“In a crisis we see the things that truly matter like having food, shelter, family and friends.”
People would come to pick up 30 to 40 parcels at a time in their four-wheel-drives and deliver them by door knocking, cold calling, by helicopter, or even backpacking them to families who had been cut off.
McBeth said some of Nourished for Nil’s most reliable food parcel couriers have been “everyday people” who knocked on the depot door and said that they wanted to help.
One woman, Rachel Terry, took it upon herself to organise a daily crew of three to five people with cars who would take 10 to 15 flood relief parcels each and go door-knocking in the worst-hit areas, finding those people who had been overlooked or were too afraid to ask for help.
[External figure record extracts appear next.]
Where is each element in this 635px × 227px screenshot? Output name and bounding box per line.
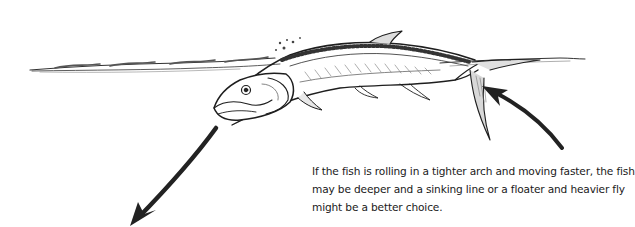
tarpon-fish <box>214 31 540 140</box>
splash-bubbles <box>275 37 301 51</box>
arrow-into-water <box>130 128 216 226</box>
arrow-out-of-water <box>482 86 562 148</box>
figure-caption: If the fish is rolling in a tighter arch… <box>312 162 612 216</box>
caption-line-2: may be deeper and a sinking line or a fl… <box>312 180 612 198</box>
caption-line-3: might be a better choice. <box>312 198 612 216</box>
caption-line-1: If the fish is rolling in a tighter arch… <box>312 162 612 180</box>
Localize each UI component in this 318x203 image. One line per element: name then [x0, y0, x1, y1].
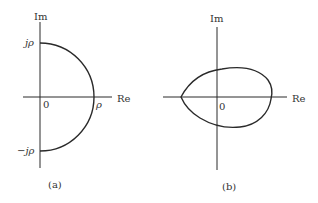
diagram-b: Im Re 0 (b) [163, 13, 306, 192]
origin-label-a: 0 [43, 99, 49, 110]
caption-a: (a) [48, 179, 62, 190]
re-label-b: Re [292, 93, 306, 104]
egg-contour-b [181, 68, 272, 128]
neg-jrho-label: −jρ [17, 145, 34, 156]
jrho-label: jρ [23, 37, 34, 48]
contour-diagrams: Im Re 0 jρ −jρ ρ (a) Im Re 0 (b) [0, 0, 318, 203]
im-label-a: Im [34, 11, 48, 22]
caption-b: (b) [222, 181, 236, 192]
origin-label-b: 0 [219, 101, 225, 112]
rho-label: ρ [95, 99, 102, 110]
im-label-b: Im [210, 13, 224, 24]
diagram-a: Im Re 0 jρ −jρ ρ (a) [17, 11, 131, 190]
re-label-a: Re [117, 93, 131, 104]
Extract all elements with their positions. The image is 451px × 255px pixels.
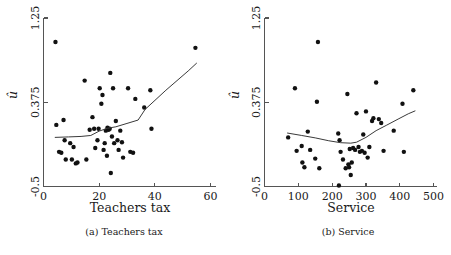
data-point: [114, 119, 118, 123]
data-point: [305, 129, 309, 133]
data-point: [93, 146, 97, 150]
data-point: [118, 128, 122, 132]
data-point: [349, 160, 353, 164]
data-point: [378, 121, 382, 125]
data-point: [99, 101, 103, 105]
data-point: [299, 144, 303, 148]
x-tick-label: 500: [423, 190, 444, 203]
data-point: [411, 88, 415, 92]
data-point: [361, 132, 365, 136]
data-point: [105, 153, 109, 157]
data-points-b: [285, 40, 415, 188]
data-point: [371, 116, 375, 120]
data-point: [365, 155, 369, 159]
data-point: [59, 151, 63, 155]
data-point: [352, 148, 356, 152]
data-point: [348, 173, 352, 177]
data-point: [108, 71, 112, 75]
data-point: [112, 141, 116, 145]
y-ticks-a: -0.50.3751.25: [29, 6, 48, 197]
data-point: [100, 93, 104, 97]
data-point: [96, 127, 100, 131]
y-tick-label: 1.25: [29, 6, 42, 31]
data-point: [346, 165, 350, 169]
x-axis-title-a: Teachers tax: [90, 200, 171, 215]
data-point: [373, 80, 377, 84]
data-point: [116, 148, 120, 152]
data-point: [314, 100, 318, 104]
y-tick-label: 1.25: [249, 6, 262, 31]
y-axis-title-b: û: [227, 91, 242, 99]
y-tick-label: 0.375: [249, 87, 262, 119]
data-point: [109, 171, 113, 175]
data-point: [71, 145, 75, 149]
data-point: [126, 86, 130, 90]
data-point: [98, 86, 102, 90]
data-point: [193, 46, 197, 50]
smoothed-fit-line-b: [287, 111, 415, 143]
chart-body-a: -0.50.3751.25 0204060: [29, 6, 218, 203]
data-point: [121, 155, 125, 159]
data-point: [401, 150, 405, 154]
data-point: [54, 123, 58, 127]
x-tick-label: 400: [389, 190, 410, 203]
y-tick-label: 0.375: [29, 87, 42, 119]
data-point: [61, 118, 65, 122]
data-point: [148, 88, 152, 92]
data-point: [302, 165, 306, 169]
data-point: [87, 127, 91, 131]
data-points-a: [53, 40, 197, 175]
data-point: [101, 148, 105, 152]
x-axis-title-b: Service: [327, 200, 374, 215]
data-point: [92, 127, 96, 131]
data-point: [363, 109, 367, 113]
data-point: [376, 117, 380, 121]
x-tick-label: 60: [203, 190, 217, 203]
smoothed-fit-line-a: [55, 63, 196, 137]
data-point: [82, 78, 86, 82]
data-point: [120, 140, 124, 144]
data-point: [292, 86, 296, 90]
data-point: [391, 128, 395, 132]
chart-body-b: -0.50.3751.25 0100200300400500: [249, 6, 444, 203]
data-point: [400, 101, 404, 105]
x-tick-label: 0: [40, 190, 47, 203]
data-point: [84, 157, 88, 161]
data-point: [110, 134, 114, 138]
x-tick-label: 100: [287, 190, 308, 203]
data-point: [336, 131, 340, 135]
data-point: [62, 138, 66, 142]
data-point: [115, 138, 119, 142]
subcaption-a: (a) Teachers tax: [85, 226, 163, 237]
data-point: [133, 97, 137, 101]
data-point: [307, 148, 311, 152]
data-point: [381, 149, 385, 153]
data-point: [53, 40, 57, 44]
data-point: [285, 135, 289, 139]
data-point: [75, 160, 79, 164]
data-point: [354, 111, 358, 115]
data-point: [294, 149, 298, 153]
data-point: [362, 151, 366, 155]
data-point: [103, 141, 107, 145]
data-point: [317, 166, 321, 170]
scatter-chart-service: -0.50.3751.25 0100200300400500 Service û…: [226, 0, 451, 255]
data-point: [336, 183, 340, 187]
data-point: [367, 145, 371, 149]
data-point: [340, 157, 344, 161]
data-point: [338, 150, 342, 154]
data-point: [315, 40, 319, 44]
y-ticks-b: -0.50.3751.25: [249, 6, 268, 197]
data-point: [95, 138, 99, 142]
data-point: [70, 157, 74, 161]
subcaption-b: (b) Service: [321, 226, 374, 237]
data-point: [300, 160, 304, 164]
y-axis-title-a: û: [5, 91, 20, 99]
data-point: [313, 156, 317, 160]
data-point: [149, 127, 153, 131]
panel-service: -0.50.3751.25 0100200300400500 Service û…: [226, 0, 451, 255]
data-point: [111, 86, 115, 90]
data-point: [345, 92, 349, 96]
data-point: [64, 157, 68, 161]
panel-teachers-tax: -0.50.3751.25 0204060 Teachers tax û (a)…: [0, 0, 226, 255]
McBeth said because of people like Terry, “we can give our 18kg parcels to them with confidence because even with the massive outpouring of help from Marae, schools, sports centres and pop-up sites, it is the boots on the ground, a smiling face and a parcel filled with aroha that goes a long way. That is what makes our work 100 per cent worthwhile.”
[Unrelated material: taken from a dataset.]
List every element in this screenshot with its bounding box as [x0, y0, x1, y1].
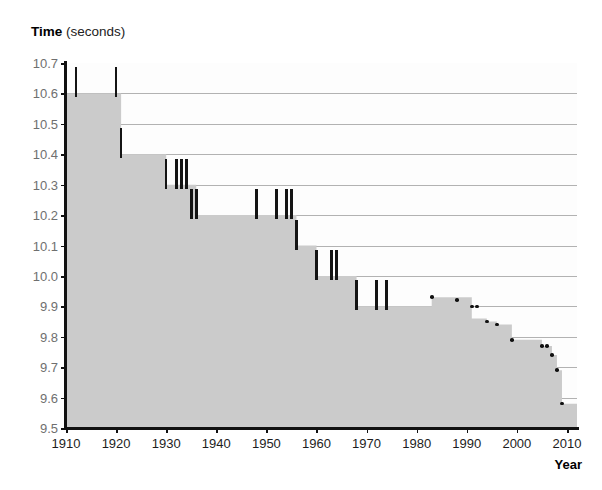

Nourished for Nil has been open seven days a week since the cyclone to accept food donations, big and small, from near and far, while also acting as “counsellors to those who were shell shocked and just needed to talk,” McBeth said.
The group also continues to operate its usual model, food rescue and supporting the wider food insecure community from four venues five days a week.
McBeth says “once the immediate crisis subsides and the community slowly starts rebuilding, and the long road ahead is full of uncertainty, Nourished for Nil will be here to help keep bellies full”.